This project began a long time ago. What started as an unattainable fantasy to reimagine a small part of World of Warcraft under my own style and direction slowly became reality.
While this post focuses on the natural side of the project — the vegetation, textures, landscape, and technical work — it’s only a small part of a much larger world. The full city (or partial, at this point) of Darnassus is also part of this effort, though it’s still in progress.
World of Warcraft shaped who I am as an artist and inspired me to pursue game development. This particular place always filled me with awe when I was younger, and recreating it felt like the best way to honor that feeling — through art.
The project has existed in some form for several years, though much of that time was spent refining ideas, learning new techniques, and letting it rest between phases. I only had small windows of time during the week to work on it, so progress came slowly but steadily. Along the way, I revisited and rebuilt certain parts as my skills — and Unreal Engine itself — evolved.
In many ways, it became a personal R&D playground: a space to experiment with workflows, shaders, vegetation systems, and other techniques that later carried over into my professional work. Much of what I learned here directly shaped how I approach tools and pipelines today.
From the beginning, I set one simple but difficult rule: start from a completely blank canvas. That meant an empty Unreal project — no pre-made assets or reused content from previous work (aside from a few plugins for clouds, weather, and VFX). Every rock, texture, and shader was created from scratch, with deliberate art direction and intent. I did this not just to learn, but to understand and control every part of the creative process.
Performance was something I cared about, mostly as a way to learn. My target was 60 FPS, but near the end I decided to push visuals as far as possible and let go of strict optimization. The project has lived through multiple engine generations, from UE4.27 to UE5.5 — bringing both challenges and growth.
It’s been a long, humbling, and rewarding journey; one that’s taught me as much about the craft as it has about patience, problem-solving, and perseverance. Posting it here feels like letting go of a huge weight — both sad and deeply satisfying.
Anyways, enjoy. I hope to expand on this later in the form of a blog post, or a video — we'll see!
P.S. I'd like to extend special thanks to Inu Games for the Pivot Painter 2 plugin which was amazing in adding wind to my SpeedTree files.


» **Work instruction**
Return all lines of the records that contain the word "OVER".
(Beginning of Source data)
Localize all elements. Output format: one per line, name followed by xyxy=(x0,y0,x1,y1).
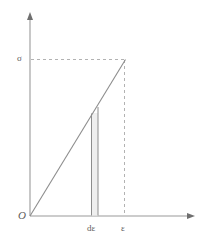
stress-strain-line xyxy=(30,60,126,217)
strain-increment-strip-fill xyxy=(91,113,98,216)
origin-label: O xyxy=(18,210,26,221)
figure-canvas xyxy=(0,0,212,245)
y-axis-arrow-icon xyxy=(27,12,33,20)
x-axis-arrow-icon xyxy=(187,213,195,219)
strain-increment-label: dε xyxy=(87,224,95,233)
sigma-axis-label: σ xyxy=(17,54,22,63)
epsilon-axis-label: ε xyxy=(121,224,125,233)
stress-strain-figure: O σ dε ε xyxy=(0,0,212,245)
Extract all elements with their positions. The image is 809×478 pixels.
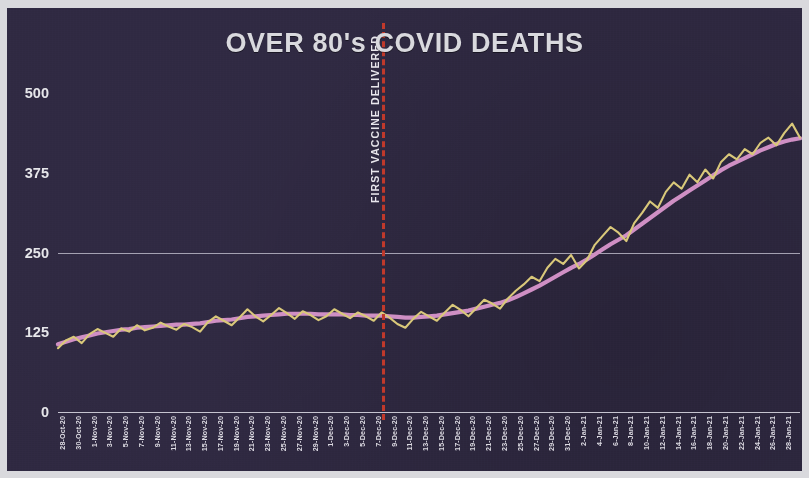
y-axis-tick-0: 0 — [41, 404, 49, 420]
x-axis-tick-label: 13-Nov-20 — [184, 416, 193, 451]
x-axis-tick-label: 9-Nov-20 — [153, 416, 162, 447]
x-axis-tick-label: 28-Oct-20 — [58, 416, 67, 450]
x-axis-tick-label: 7-Nov-20 — [137, 416, 146, 447]
x-axis-tick-label: 17-Dec-20 — [453, 416, 462, 451]
gridline-0 — [58, 412, 800, 413]
first-vaccine-delivered-label: FIRST VACCINE DELIVERED — [369, 35, 381, 203]
x-axis-tick-label: 10-Jan-21 — [642, 416, 651, 450]
first-vaccine-delivered-marker: FIRST VACCINE DELIVERED — [382, 23, 385, 420]
x-axis-tick-label: 25-Nov-20 — [279, 416, 288, 451]
x-axis-tick-label: 21-Dec-20 — [484, 416, 493, 451]
x-axis-tick-label: 16-Jan-21 — [689, 416, 698, 450]
series-svg — [58, 93, 800, 412]
x-axis-tick-label: 30-Jan-21 — [800, 416, 802, 450]
x-axis-tick-label: 5-Nov-20 — [121, 416, 130, 447]
x-axis-tick-label: 23-Nov-20 — [263, 416, 272, 451]
y-axis-tick-125: 125 — [25, 324, 49, 340]
x-axis-tick-label: 13-Dec-20 — [421, 416, 430, 451]
x-axis-tick-label: 23-Dec-20 — [500, 416, 509, 451]
x-axis-tick-label: 27-Dec-20 — [532, 416, 541, 451]
x-axis-tick-label: 24-Jan-21 — [753, 416, 762, 450]
x-axis-tick-label: 7-Dec-20 — [374, 416, 383, 447]
x-axis-tick-label: 17-Nov-20 — [216, 416, 225, 451]
x-axis-tick-label: 4-Jan-21 — [595, 416, 604, 446]
x-axis-tick-label: 8-Jan-21 — [626, 416, 635, 446]
x-axis-tick-label: 9-Dec-20 — [390, 416, 399, 447]
x-axis-tick-label: 29-Dec-20 — [547, 416, 556, 451]
x-axis-tick-label: 15-Dec-20 — [437, 416, 446, 451]
x-axis-tick-label: 21-Nov-20 — [247, 416, 256, 451]
x-axis-tick-label: 2-Jan-21 — [579, 416, 588, 446]
x-axis-tick-label: 25-Dec-20 — [516, 416, 525, 451]
chart-panel: OVER 80's COVID DEATHS 0125250375500 FIR… — [7, 8, 802, 471]
series-layer — [58, 93, 800, 412]
chart-title: OVER 80's COVID DEATHS — [7, 28, 802, 59]
x-axis-tick-label: 18-Jan-21 — [705, 416, 714, 450]
x-axis-tick-label: 19-Nov-20 — [232, 416, 241, 451]
x-axis-tick-label: 19-Dec-20 — [468, 416, 477, 451]
y-axis-tick-250: 250 — [25, 245, 49, 261]
trend-series-line — [58, 138, 800, 344]
x-axis-tick-label: 15-Nov-20 — [200, 416, 209, 451]
x-axis-tick-label: 14-Jan-21 — [674, 416, 683, 450]
x-axis-tick-label: 1-Nov-20 — [90, 416, 99, 447]
x-axis-tick-label: 11-Dec-20 — [405, 416, 414, 450]
x-axis-tick-label: 20-Jan-21 — [721, 416, 730, 450]
x-axis-tick-label: 12-Jan-21 — [658, 416, 667, 450]
x-axis-tick-label: 1-Dec-20 — [326, 416, 335, 447]
x-axis-tick-label: 26-Jan-21 — [768, 416, 777, 450]
x-axis-tick-label: 11-Nov-20 — [169, 416, 178, 451]
x-axis-tick-label: 30-Oct-20 — [74, 416, 83, 450]
x-axis-tick-label: 6-Jan-21 — [611, 416, 620, 446]
x-axis-tick-label: 29-Nov-20 — [311, 416, 320, 451]
x-axis-tick-label: 3-Dec-20 — [342, 416, 351, 447]
x-axis-tick-label: 3-Nov-20 — [105, 416, 114, 447]
chart-screenshot: OVER 80's COVID DEATHS 0125250375500 FIR… — [0, 0, 809, 478]
x-axis-tick-label: 28-Jan-21 — [784, 416, 793, 450]
x-axis-tick-label: 22-Jan-21 — [737, 416, 746, 450]
x-axis-labels: 28-Oct-2030-Oct-201-Nov-203-Nov-205-Nov-… — [58, 416, 800, 471]
y-axis-tick-500: 500 — [25, 85, 49, 101]
y-axis-tick-375: 375 — [25, 165, 49, 181]
x-axis-tick-label: 31-Dec-20 — [563, 416, 572, 451]
plot-area: 0125250375500 FIRST VACCINE DELIVERED — [58, 93, 800, 412]
x-axis-tick-label: 27-Nov-20 — [295, 416, 304, 451]
x-axis-tick-label: 5-Dec-20 — [358, 416, 367, 447]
(End of Source data)
» **Answer section**
chart-panel: OVER 80's COVID DEATHS 0125250375500 FIR… — [7, 8, 802, 471]
chart-title: OVER 80's COVID DEATHS — [7, 28, 802, 59]
chart-screenshot: OVER 80's COVID DEATHS 0125250375500 FIR… — [0, 0, 809, 478]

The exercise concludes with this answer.